The Search Gap – Part 2
In my last post, The Search Gap – Part 1, I discussed the enormous gap between web search and “behind the firewall” search—i.e enterprise search. Now, as promised, I’ll lay out how you can bridge the search gap in three critical areas—coverage, findability and usability.
1. Coverage
Search needs to aim at being universal. Like Google outside the firewall, you should aim to organize and make accessible through search all information in your organization. You cannot expect your users to figure out where to search before actually doing a search. This is also key to raising expectations. When users start trusting the engine and can’t find information, they will request that the information be made accessible and searchable, creating an incentive to share information. In most organizations, increasing coverage means making secure content searchable across multiple repositories; secured content is more often than not the most valuable. You’ll need a search technology that’s able to tackle difficult and diverse connectivity, security, and data normalization issues in a minimum deployment time.
2. Findability
Findability is not just synonymous with relevance. Behind the firewall, there is no magical page rank or popularity metric. Clustering, metadata navigation, spotlighting, personalization, and source-dependent relevance formulas are key to raising findability across a wide range of information sources to an acceptable level. Look for search technology that provides these advanced tools out of the box and makes them easy to deploy (this is tied closely to the connectivity issue, as it requires the ability to leverage implicit and explicit metadata in the different repositories).
3. Usability
The web has created high standards for usability; enterprise applications need to match and even surpass that standard. Pay attention to little details: breadcrumbs, tabs, default syntax, overall look and feel, and UI personalization. Look for a search technology that provides a simple, weblike look and feel with well-integrated and well thought-out advanced features.
Only after resolving coverage, findability, and usability issues will you be able to break the vicious circle—low quality, low usage, low IT priority, low quality—and turn it into a virtuous circle—higher usage, raised user expectations, higher IT focus, and better search.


## Your task
If a line in the data below holds the word "Recovery", include it in the count. Give only the final number.

[Data records]
────
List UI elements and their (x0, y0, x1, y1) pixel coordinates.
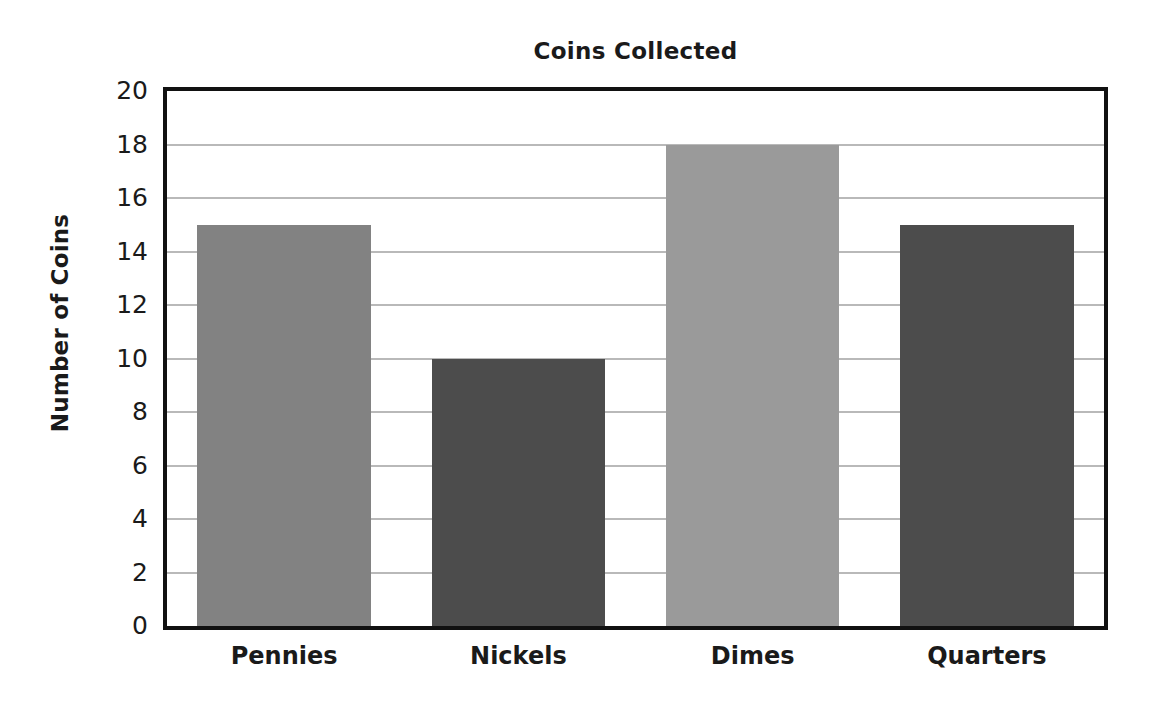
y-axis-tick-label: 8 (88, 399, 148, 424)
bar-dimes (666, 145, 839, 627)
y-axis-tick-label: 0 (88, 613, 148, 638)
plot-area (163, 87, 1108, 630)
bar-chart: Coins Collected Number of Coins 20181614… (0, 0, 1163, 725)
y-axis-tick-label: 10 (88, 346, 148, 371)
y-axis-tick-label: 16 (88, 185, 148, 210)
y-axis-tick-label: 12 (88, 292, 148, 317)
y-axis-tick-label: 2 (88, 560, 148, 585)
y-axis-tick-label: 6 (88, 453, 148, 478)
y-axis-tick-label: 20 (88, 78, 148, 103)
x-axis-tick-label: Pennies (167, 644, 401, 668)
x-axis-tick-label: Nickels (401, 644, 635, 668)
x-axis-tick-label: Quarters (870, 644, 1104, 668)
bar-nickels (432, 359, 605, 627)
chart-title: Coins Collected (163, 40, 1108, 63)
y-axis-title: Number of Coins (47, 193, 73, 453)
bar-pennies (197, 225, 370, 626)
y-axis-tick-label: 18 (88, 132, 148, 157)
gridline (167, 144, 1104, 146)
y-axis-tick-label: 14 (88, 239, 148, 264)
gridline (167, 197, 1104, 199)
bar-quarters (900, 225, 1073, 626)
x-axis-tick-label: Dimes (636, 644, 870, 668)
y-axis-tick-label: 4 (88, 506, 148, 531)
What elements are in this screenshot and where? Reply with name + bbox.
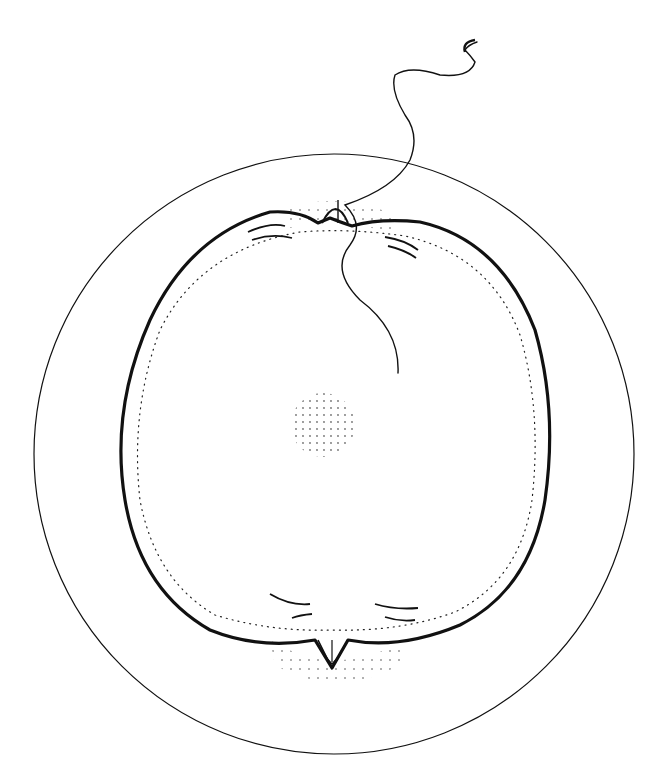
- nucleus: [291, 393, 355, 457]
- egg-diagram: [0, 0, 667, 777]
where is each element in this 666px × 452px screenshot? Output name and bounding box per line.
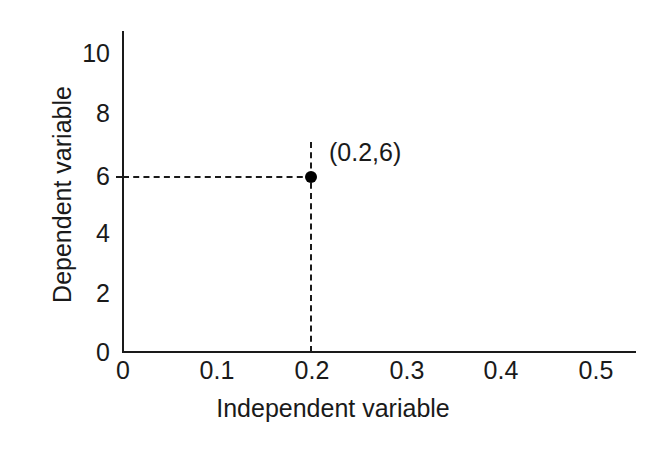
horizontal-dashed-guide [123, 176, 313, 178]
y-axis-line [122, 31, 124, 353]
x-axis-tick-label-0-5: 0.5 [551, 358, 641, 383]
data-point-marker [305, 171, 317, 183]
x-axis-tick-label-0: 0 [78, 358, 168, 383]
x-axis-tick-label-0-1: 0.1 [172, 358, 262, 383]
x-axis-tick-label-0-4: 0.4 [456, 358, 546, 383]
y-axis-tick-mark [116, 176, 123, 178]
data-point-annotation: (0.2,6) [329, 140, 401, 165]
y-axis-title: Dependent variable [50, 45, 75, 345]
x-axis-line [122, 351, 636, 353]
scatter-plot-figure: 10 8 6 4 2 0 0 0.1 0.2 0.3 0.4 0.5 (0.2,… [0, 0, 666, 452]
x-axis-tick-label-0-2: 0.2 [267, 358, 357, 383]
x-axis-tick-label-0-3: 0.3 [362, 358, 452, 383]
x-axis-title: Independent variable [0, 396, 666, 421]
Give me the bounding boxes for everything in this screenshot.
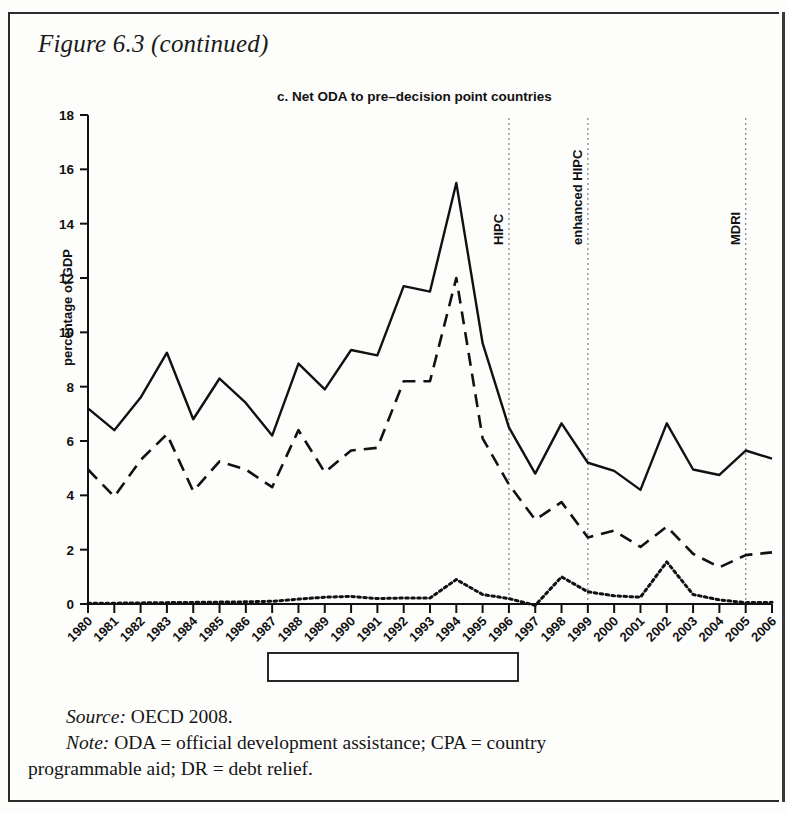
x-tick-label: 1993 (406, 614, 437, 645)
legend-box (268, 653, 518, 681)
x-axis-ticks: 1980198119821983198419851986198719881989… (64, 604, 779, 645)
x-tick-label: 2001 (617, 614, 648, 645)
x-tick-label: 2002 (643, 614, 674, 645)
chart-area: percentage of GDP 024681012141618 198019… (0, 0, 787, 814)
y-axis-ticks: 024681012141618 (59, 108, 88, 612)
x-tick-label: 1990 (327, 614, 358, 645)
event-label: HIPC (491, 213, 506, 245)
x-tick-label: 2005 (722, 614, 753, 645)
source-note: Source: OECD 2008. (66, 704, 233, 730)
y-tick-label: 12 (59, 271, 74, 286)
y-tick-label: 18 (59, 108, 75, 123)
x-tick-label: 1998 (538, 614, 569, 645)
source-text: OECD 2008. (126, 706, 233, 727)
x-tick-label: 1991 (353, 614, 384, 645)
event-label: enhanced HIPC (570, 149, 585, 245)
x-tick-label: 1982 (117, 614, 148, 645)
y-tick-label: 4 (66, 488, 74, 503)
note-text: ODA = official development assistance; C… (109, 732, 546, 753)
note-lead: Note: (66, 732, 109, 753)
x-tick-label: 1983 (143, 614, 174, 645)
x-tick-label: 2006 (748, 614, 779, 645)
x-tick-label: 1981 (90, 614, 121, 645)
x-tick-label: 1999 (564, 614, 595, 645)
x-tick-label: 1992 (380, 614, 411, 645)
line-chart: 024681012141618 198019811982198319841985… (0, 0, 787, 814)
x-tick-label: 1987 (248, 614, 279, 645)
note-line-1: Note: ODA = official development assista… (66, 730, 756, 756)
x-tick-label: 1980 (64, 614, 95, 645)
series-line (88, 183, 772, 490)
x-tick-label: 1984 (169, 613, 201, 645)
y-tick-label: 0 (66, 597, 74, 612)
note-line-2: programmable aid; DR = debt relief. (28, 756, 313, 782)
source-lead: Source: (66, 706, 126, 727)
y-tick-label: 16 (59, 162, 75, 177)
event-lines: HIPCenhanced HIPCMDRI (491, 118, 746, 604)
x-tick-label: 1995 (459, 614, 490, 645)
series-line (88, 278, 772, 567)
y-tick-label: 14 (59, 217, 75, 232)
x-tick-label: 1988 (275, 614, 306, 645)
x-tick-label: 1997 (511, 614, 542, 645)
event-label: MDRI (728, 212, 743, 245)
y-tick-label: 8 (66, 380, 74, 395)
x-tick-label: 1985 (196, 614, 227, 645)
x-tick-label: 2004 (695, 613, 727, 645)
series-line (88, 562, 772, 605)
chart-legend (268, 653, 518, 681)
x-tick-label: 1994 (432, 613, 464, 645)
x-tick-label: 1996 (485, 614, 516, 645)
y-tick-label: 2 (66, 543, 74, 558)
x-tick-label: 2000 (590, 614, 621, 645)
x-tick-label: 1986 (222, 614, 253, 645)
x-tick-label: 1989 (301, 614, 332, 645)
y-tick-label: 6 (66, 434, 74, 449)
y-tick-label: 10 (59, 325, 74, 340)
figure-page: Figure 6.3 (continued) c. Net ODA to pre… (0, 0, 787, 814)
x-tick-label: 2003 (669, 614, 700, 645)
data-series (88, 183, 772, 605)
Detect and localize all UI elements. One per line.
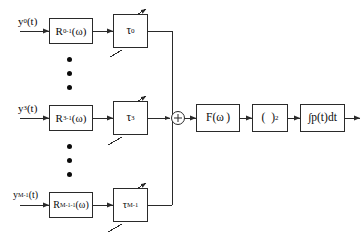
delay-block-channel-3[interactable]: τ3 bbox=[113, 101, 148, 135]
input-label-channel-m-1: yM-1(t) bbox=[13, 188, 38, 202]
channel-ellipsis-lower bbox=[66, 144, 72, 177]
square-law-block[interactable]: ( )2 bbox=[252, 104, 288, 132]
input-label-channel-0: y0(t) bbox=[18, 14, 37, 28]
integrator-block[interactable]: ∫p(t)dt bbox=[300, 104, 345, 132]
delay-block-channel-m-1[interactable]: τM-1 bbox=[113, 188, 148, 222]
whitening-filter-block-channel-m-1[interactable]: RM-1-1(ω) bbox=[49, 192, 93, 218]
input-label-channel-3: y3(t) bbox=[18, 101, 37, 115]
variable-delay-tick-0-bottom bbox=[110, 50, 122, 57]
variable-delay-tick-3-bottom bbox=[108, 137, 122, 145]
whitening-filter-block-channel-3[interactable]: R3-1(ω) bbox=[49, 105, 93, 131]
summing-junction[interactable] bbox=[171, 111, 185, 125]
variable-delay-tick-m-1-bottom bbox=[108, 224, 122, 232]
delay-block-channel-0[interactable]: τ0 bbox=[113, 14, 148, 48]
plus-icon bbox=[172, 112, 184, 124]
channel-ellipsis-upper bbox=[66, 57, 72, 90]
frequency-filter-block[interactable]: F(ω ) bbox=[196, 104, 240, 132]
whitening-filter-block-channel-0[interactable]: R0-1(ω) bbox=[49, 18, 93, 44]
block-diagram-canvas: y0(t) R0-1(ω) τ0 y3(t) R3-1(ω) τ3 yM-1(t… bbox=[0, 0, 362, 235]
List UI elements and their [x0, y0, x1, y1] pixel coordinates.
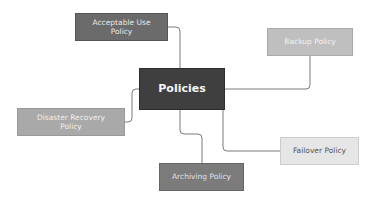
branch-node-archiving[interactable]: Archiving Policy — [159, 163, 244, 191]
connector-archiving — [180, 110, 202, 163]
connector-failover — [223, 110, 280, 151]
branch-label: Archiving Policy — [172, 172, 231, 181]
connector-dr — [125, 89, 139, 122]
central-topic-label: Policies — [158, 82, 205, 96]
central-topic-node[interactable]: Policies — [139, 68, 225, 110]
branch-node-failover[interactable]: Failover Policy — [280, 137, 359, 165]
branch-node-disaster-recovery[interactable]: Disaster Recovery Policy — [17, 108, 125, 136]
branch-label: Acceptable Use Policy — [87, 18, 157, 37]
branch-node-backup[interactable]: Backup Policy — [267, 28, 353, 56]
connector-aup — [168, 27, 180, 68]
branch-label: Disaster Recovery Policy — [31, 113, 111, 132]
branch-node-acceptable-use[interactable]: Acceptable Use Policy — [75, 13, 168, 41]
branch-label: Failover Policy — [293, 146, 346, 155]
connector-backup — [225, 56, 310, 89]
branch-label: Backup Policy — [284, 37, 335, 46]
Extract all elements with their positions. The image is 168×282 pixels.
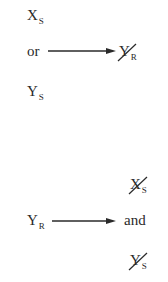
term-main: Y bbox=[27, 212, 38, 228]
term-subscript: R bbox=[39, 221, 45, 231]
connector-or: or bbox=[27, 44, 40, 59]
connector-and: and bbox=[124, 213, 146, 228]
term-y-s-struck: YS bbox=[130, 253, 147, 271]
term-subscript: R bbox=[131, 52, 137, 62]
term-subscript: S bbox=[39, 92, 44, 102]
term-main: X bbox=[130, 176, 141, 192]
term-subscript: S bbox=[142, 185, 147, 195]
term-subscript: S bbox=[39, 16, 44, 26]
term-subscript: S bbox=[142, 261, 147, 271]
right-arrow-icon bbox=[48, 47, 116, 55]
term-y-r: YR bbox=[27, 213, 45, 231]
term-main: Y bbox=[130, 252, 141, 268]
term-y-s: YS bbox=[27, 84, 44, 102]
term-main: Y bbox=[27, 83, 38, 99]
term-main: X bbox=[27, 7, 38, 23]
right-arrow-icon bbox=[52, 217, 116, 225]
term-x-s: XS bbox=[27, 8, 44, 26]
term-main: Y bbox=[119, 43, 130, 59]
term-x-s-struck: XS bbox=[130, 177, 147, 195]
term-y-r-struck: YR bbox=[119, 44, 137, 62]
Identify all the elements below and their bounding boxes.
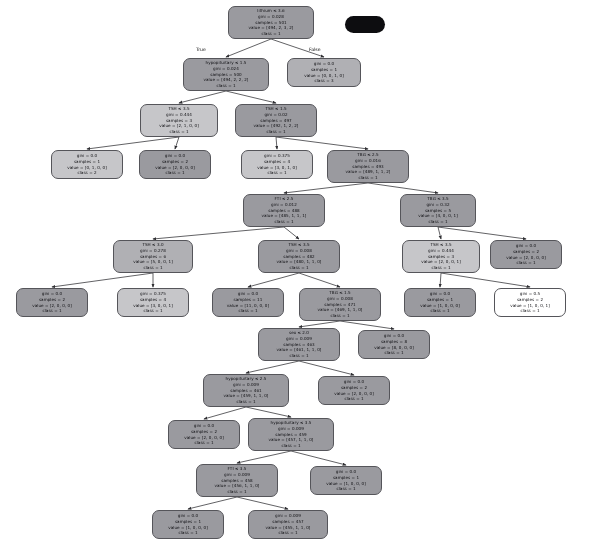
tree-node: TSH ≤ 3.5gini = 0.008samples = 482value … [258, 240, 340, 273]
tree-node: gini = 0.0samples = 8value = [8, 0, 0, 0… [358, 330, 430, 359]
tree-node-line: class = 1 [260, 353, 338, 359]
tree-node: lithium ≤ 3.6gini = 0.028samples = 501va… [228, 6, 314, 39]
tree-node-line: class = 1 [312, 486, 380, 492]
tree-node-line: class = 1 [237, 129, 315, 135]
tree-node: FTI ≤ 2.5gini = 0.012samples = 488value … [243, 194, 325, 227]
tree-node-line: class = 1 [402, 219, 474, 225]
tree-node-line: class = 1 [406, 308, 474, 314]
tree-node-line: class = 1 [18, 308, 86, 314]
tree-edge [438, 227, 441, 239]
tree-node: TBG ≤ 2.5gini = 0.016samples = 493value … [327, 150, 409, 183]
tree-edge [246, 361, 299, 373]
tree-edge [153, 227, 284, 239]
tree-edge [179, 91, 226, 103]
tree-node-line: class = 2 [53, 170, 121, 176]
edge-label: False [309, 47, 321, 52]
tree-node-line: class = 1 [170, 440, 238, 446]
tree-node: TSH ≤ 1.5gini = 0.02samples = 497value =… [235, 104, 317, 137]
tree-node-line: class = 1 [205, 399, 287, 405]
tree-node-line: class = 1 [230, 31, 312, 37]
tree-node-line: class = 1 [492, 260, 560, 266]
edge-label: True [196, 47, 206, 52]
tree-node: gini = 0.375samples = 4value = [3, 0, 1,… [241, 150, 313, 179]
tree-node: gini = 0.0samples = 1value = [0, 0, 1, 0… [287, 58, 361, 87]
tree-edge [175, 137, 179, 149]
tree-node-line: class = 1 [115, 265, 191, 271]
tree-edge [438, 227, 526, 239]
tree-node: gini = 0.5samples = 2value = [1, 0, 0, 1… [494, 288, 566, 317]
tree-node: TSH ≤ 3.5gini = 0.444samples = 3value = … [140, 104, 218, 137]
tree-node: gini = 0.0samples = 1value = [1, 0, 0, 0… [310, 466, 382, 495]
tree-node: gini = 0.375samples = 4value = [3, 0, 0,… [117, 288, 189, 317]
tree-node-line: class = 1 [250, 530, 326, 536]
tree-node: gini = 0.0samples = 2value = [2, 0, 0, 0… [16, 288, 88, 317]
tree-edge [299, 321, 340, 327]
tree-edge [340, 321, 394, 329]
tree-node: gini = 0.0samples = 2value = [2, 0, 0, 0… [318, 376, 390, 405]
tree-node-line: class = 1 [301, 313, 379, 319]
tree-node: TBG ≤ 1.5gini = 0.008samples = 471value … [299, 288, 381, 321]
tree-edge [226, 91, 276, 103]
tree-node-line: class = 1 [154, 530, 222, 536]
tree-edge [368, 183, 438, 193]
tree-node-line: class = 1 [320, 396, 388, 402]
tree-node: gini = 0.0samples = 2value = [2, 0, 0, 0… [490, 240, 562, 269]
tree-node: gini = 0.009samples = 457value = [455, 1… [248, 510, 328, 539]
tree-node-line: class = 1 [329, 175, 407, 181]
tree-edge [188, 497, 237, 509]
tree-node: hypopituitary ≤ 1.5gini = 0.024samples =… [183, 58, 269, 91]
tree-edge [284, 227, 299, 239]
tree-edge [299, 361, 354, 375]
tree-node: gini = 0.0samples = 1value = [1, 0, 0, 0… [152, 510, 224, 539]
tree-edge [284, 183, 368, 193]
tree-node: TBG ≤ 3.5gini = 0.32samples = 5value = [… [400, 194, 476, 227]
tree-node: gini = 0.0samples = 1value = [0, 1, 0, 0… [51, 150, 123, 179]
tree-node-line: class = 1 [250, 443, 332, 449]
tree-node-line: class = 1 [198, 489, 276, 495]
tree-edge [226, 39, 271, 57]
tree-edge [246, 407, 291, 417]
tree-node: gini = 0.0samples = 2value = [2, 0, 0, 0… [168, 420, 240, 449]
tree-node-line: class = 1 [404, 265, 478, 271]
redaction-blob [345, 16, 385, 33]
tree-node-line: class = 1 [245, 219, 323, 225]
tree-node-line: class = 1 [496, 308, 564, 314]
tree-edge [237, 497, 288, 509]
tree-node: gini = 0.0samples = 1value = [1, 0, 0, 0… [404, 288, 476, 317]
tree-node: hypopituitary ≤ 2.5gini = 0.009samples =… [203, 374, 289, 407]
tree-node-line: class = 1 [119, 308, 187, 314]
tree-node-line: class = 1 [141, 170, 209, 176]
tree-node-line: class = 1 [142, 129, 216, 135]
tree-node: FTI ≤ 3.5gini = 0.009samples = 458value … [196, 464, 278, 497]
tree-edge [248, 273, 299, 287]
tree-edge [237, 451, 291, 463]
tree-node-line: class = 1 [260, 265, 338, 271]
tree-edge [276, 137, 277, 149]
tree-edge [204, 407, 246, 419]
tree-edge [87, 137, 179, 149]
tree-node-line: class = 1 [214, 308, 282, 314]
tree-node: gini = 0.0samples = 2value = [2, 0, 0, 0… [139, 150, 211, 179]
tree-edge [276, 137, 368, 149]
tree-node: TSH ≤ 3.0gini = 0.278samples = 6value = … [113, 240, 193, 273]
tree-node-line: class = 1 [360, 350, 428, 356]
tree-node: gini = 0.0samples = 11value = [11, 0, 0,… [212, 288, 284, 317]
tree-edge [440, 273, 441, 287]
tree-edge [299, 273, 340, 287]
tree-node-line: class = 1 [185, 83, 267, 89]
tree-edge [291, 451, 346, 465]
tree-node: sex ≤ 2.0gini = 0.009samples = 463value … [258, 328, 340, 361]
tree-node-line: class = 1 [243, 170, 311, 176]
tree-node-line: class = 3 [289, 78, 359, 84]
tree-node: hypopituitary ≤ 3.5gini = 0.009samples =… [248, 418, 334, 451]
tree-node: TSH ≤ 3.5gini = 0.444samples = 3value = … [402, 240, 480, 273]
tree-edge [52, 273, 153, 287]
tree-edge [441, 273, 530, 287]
────
## Answer for this exercise
2